The Problem

Why current AI assurance approaches leave critical gaps

Every AI system and autonomous agent in production faces a growing landscape of risks — new vulnerabilities, shifting benchmarks, models that degrade in new contexts, and supply chains that propagate risk silently. The information to identify these threats exists. The problem is that nobody is systematically watching for it.

Three Approaches That Aren't Enough

Point-in-time testing validates what you already know to ask about. But emerging vulnerabilities, new adversarial techniques, and context shifts don't wait for your next scheduled review.

Runtime guardrails — prompt injection detectors, toxicity filters — rely on static pattern libraries. They catch yesterday's attacks, not tomorrow's.

Manual horizon scanning depends on individual analysts tracking publications and feeds. It doesn't scale, it has gaps, and there's no systematic correlation to your actual deployed systems.

Scenarios That Keep Happening

The redeployment blind spot: An LLM-powered analysis system moves from one operating environment to another. Standard tests pass. But nobody flagged that a known vulnerability was published three months earlier, training data had gaps in the new region, and a benchmark showed degraded performance on the relevant language pair.

The silent vulnerability: A critical CVE is published affecting a foundation model family used across 12 production systems. Who correlates that CVE to every downstream deployment? Who generates the test requirements? Today, nobody — systematically.

The agent chain reaction: An autonomous logistics agent orchestrates three models, accesses procurement APIs, and makes supply decisions. A jailbreak vulnerability in the base model allows privilege escalation through chained tool use. Each model was tested individually — but nobody assessed how their vulnerabilities compound in an agentic pipeline.

The inherited risk: Your team fine-tunes an open-weight model for a specialist task. Six months later, a training data contamination issue is discovered in the base model. There's no vendor to push a patch. No notification system. Every fine-tuned derivative is potentially affected — but who's tracking the lineage?

The ungoverned supplier: Every developer using Copilot, Cursor, or Claude Code is introducing an ungoverned supplier into their software supply chain. AI-generated code reproduces vulnerable patterns from training data, creates phantom dependencies invisible to SBOM scanners, and makes insecure cryptographic choices that traditional SAST tools weren't designed to catch. The code passes every test — because the tests don't know what to look for.

This isn't hypothetical. In March 2026, LiteLLM — a widely-used LLM proxy integrated into agent frameworks and orchestration tools — suffered a supply chain attack. Malicious PyPI packages stole environment variables, cloud credentials, and Kubernetes tokens. Organisations with unpinned transitive dependencies through agent frameworks were exposed without ever directly installing the compromised package. The AI supply chain is already under attack.

What Good Looks Like

With AICAP, the intelligence will exist before the problem materialises. When a vulnerability is published, it gets correlated to affected systems — and every agent that depends on them — within minutes. When a supply chain compromise is detected, every downstream deployment gets flagged. When a benchmark reveals degraded performance, test requirements are generated automatically. When a system is redeployed, the intelligence cycle evaluates the new context immediately.

You're also ahead of the regulatory curve. The EU AI Act, UK AI Safety Institute guidance, and the Cyber Security and Resilience Bill are all converging on continuous assurance. AICAP is designed to map evidence across frameworks from day one.

The difference isn't better testing — it's knowing what to test.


■ YOUR GOAL: Transcribe the full listing exactly, and drop every picture.

■ RECORDS PROVIDED:
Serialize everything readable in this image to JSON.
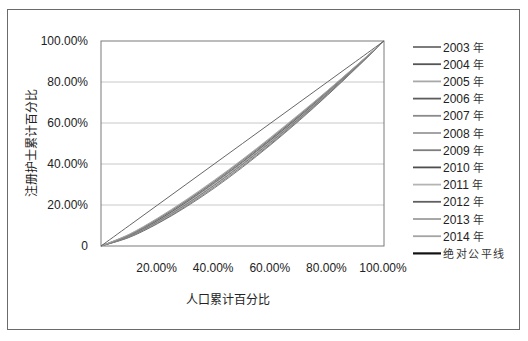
{
  "chart_data": {
    "type": "line",
    "title": "",
    "xlabel": "人口累计百分比",
    "ylabel": "注册护士累计百分比",
    "xlim": [
      0,
      1
    ],
    "ylim": [
      0,
      1
    ],
    "grid": {
      "horizontal": true,
      "vertical": false
    },
    "legend_position": "right",
    "x_tick_labels": [
      "20.00%",
      "40.00%",
      "60.00%",
      "80.00%",
      "100.00%"
    ],
    "y_tick_labels": [
      "0",
      "20.00%",
      "40.00%",
      "60.00%",
      "80.00%",
      "100.00%"
    ],
    "x": [
      0,
      0.1,
      0.2,
      0.3,
      0.4,
      0.5,
      0.6,
      0.7,
      0.8,
      0.9,
      1.0
    ],
    "series": [
      {
        "name": "2003 年",
        "color": "#6e6e6e",
        "values": [
          0,
          0.042,
          0.109,
          0.19,
          0.282,
          0.384,
          0.494,
          0.611,
          0.735,
          0.865,
          1
        ]
      },
      {
        "name": "2004 年",
        "color": "#555555",
        "values": [
          0,
          0.044,
          0.112,
          0.195,
          0.288,
          0.39,
          0.499,
          0.616,
          0.738,
          0.867,
          1
        ]
      },
      {
        "name": "2005 年",
        "color": "#a8a8a8",
        "values": [
          0,
          0.045,
          0.114,
          0.197,
          0.29,
          0.392,
          0.502,
          0.618,
          0.74,
          0.867,
          1
        ]
      },
      {
        "name": "2006 年",
        "color": "#5c5c5c",
        "values": [
          0,
          0.047,
          0.118,
          0.202,
          0.296,
          0.398,
          0.507,
          0.622,
          0.743,
          0.869,
          1
        ]
      },
      {
        "name": "2007 年",
        "color": "#8a8a8a",
        "values": [
          0,
          0.048,
          0.12,
          0.204,
          0.298,
          0.401,
          0.51,
          0.625,
          0.745,
          0.87,
          1
        ]
      },
      {
        "name": "2008 年",
        "color": "#9a9a9a",
        "values": [
          0,
          0.05,
          0.123,
          0.209,
          0.304,
          0.406,
          0.515,
          0.629,
          0.748,
          0.872,
          1
        ]
      },
      {
        "name": "2009 年",
        "color": "#7e7e7e",
        "values": [
          0,
          0.051,
          0.125,
          0.212,
          0.307,
          0.409,
          0.517,
          0.631,
          0.75,
          0.873,
          1
        ]
      },
      {
        "name": "2010 年",
        "color": "#4e4e4e",
        "values": [
          0,
          0.053,
          0.127,
          0.214,
          0.31,
          0.412,
          0.52,
          0.633,
          0.752,
          0.874,
          1
        ]
      },
      {
        "name": "2011 年",
        "color": "#b4b4b4",
        "values": [
          0,
          0.054,
          0.13,
          0.217,
          0.312,
          0.415,
          0.523,
          0.636,
          0.753,
          0.875,
          1
        ]
      },
      {
        "name": "2012 年",
        "color": "#606060",
        "values": [
          0,
          0.055,
          0.132,
          0.219,
          0.315,
          0.418,
          0.525,
          0.638,
          0.755,
          0.876,
          1
        ]
      },
      {
        "name": "2013 年",
        "color": "#9e9e9e",
        "values": [
          0,
          0.056,
          0.134,
          0.222,
          0.318,
          0.42,
          0.528,
          0.64,
          0.757,
          0.877,
          1
        ]
      },
      {
        "name": "2014 年",
        "color": "#a4a4a4",
        "values": [
          0,
          0.058,
          0.136,
          0.225,
          0.321,
          0.423,
          0.531,
          0.643,
          0.758,
          0.878,
          1
        ]
      },
      {
        "name": "绝对公平线",
        "color": "#111111",
        "values": [
          0,
          0.1,
          0.2,
          0.3,
          0.4,
          0.5,
          0.6,
          0.7,
          0.8,
          0.9,
          1
        ]
      }
    ]
  }
}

■ TASK OUTPUT:
Serialize everything readable in this image to JSON.
{
  "chart_data": {
    "type": "line",
    "title": "",
    "xlabel": "人口累计百分比",
    "ylabel": "注册护士累计百分比",
    "xlim": [
      0,
      1
    ],
    "ylim": [
      0,
      1
    ],
    "grid": {
      "horizontal": true,
      "vertical": false
    },
    "legend_position": "right",
    "x_tick_labels": [
      "20.00%",
      "40.00%",
      "60.00%",
      "80.00%",
      "100.00%"
    ],
    "y_tick_labels": [
      "0",
      "20.00%",
      "40.00%",
      "60.00%",
      "80.00%",
      "100.00%"
    ],
    "x": [
      0,
      0.1,
      0.2,
      0.3,
      0.4,
      0.5,
      0.6,
      0.7,
      0.8,
      0.9,
      1.0
    ],
    "series": [
      {
        "name": "2003 年",
        "color": "#6e6e6e",
        "values": [
          0,
          0.042,
          0.109,
          0.19,
          0.282,
          0.384,
          0.494,
          0.611,
          0.735,
          0.865,
          1
        ]
      },
      {
        "name": "2004 年",
        "color": "#555555",
        "values": [
          0,
          0.044,
          0.112,
          0.195,
          0.288,
          0.39,
          0.499,
          0.616,
          0.738,
          0.867,
          1
        ]
      },
      {
        "name": "2005 年",
        "color": "#a8a8a8",
        "values": [
          0,
          0.045,
          0.114,
          0.197,
          0.29,
          0.392,
          0.502,
          0.618,
          0.74,
          0.867,
          1
        ]
      },
      {
        "name": "2006 年",
        "color": "#5c5c5c",
        "values": [
          0,
          0.047,
          0.118,
          0.202,
          0.296,
          0.398,
          0.507,
          0.622,
          0.743,
          0.869,
          1
        ]
      },
      {
        "name": "2007 年",
        "color": "#8a8a8a",
        "values": [
          0,
          0.048,
          0.12,
          0.204,
          0.298,
          0.401,
          0.51,
          0.625,
          0.745,
          0.87,
          1
        ]
      },
      {
        "name": "2008 年",
        "color": "#9a9a9a",
        "values": [
          0,
          0.05,
          0.123,
          0.209,
          0.304,
          0.406,
          0.515,
          0.629,
          0.748,
          0.872,
          1
        ]
      },
      {
        "name": "2009 年",
        "color": "#7e7e7e",
        "values": [
          0,
          0.051,
          0.125,
          0.212,
          0.307,
          0.409,
          0.517,
          0.631,
          0.75,
          0.873,
          1
        ]
      },
      {
        "name": "2010 年",
        "color": "#4e4e4e",
        "values": [
          0,
          0.053,
          0.127,
          0.214,
          0.31,
          0.412,
          0.52,
          0.633,
          0.752,
          0.874,
          1
        ]
      },
      {
        "name": "2011 年",
        "color": "#b4b4b4",
        "values": [
          0,
          0.054,
          0.13,
          0.217,
          0.312,
          0.415,
          0.523,
          0.636,
          0.753,
          0.875,
          1
        ]
      },
      {
        "name": "2012 年",
        "color": "#606060",
        "values": [
          0,
          0.055,
          0.132,
          0.219,
          0.315,
          0.418,
          0.525,
          0.638,
          0.755,
          0.876,
          1
        ]
      },
      {
        "name": "2013 年",
        "color": "#9e9e9e",
        "values": [
          0,
          0.056,
          0.134,
          0.222,
          0.318,
          0.42,
          0.528,
          0.64,
          0.757,
          0.877,
          1
        ]
      },
      {
        "name": "2014 年",
        "color": "#a4a4a4",
        "values": [
          0,
          0.058,
          0.136,
          0.225,
          0.321,
          0.423,
          0.531,
          0.643,
          0.758,
          0.878,
          1
        ]
      },
      {
        "name": "绝对公平线",
        "color": "#111111",
        "values": [
          0,
          0.1,
          0.2,
          0.3,
          0.4,
          0.5,
          0.6,
          0.7,
          0.8,
          0.9,
          1
        ]
      }
    ]
  }
}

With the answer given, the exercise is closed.